··· MATERIAL SHOWN

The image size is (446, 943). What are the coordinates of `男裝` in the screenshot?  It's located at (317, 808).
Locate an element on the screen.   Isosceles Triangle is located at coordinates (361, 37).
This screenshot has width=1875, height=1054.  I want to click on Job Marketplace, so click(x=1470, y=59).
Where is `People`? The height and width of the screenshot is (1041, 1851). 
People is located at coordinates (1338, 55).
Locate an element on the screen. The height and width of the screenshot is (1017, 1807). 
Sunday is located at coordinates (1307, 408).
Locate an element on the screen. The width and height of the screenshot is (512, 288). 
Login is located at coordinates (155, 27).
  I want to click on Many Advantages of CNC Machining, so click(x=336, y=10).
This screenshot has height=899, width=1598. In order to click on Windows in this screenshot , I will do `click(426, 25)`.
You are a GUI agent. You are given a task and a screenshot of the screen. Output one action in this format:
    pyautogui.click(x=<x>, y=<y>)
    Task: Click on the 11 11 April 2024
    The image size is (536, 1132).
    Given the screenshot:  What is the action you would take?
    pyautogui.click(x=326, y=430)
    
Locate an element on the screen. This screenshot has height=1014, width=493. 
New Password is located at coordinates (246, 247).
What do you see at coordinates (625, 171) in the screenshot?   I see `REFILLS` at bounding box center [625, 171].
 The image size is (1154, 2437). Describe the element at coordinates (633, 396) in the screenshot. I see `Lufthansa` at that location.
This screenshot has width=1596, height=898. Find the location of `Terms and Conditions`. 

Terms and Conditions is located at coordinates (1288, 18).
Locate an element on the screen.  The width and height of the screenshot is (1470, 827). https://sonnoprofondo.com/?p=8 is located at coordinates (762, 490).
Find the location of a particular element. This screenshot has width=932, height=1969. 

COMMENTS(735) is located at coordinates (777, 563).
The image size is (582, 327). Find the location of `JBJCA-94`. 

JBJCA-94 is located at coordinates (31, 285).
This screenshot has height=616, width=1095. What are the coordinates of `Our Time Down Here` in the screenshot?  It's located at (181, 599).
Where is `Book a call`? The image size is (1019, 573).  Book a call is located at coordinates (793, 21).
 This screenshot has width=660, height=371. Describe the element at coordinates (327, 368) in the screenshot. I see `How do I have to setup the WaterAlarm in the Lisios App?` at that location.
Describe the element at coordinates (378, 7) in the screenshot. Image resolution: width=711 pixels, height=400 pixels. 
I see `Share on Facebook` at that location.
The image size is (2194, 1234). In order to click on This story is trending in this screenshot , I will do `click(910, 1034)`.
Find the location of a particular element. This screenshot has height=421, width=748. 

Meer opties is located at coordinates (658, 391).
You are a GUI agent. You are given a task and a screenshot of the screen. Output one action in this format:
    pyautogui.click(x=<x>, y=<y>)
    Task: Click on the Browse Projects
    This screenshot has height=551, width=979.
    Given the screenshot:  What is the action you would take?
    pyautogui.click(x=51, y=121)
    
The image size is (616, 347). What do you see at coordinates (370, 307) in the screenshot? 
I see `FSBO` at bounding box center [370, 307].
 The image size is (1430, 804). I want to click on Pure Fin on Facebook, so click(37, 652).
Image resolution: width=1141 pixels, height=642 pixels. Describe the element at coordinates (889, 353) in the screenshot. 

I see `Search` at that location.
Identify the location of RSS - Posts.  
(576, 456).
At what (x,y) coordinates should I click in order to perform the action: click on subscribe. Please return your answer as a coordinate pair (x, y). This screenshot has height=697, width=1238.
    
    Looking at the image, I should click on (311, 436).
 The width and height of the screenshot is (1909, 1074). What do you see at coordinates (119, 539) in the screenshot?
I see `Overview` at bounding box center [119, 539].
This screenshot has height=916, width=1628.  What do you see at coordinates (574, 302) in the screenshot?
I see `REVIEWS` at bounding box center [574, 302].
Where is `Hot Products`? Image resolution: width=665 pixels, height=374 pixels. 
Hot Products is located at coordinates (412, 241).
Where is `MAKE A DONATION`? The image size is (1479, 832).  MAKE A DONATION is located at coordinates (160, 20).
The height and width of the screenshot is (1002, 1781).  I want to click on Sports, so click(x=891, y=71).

······

The lines that mention the word "will" should be pulled from the records above.

* EXERCISE RESPONSE:
This screenshot has height=899, width=1598. In order to click on Windows in this screenshot , I will do `click(426, 25)`.
The image size is (2194, 1234). In order to click on This story is trending in this screenshot , I will do `click(910, 1034)`.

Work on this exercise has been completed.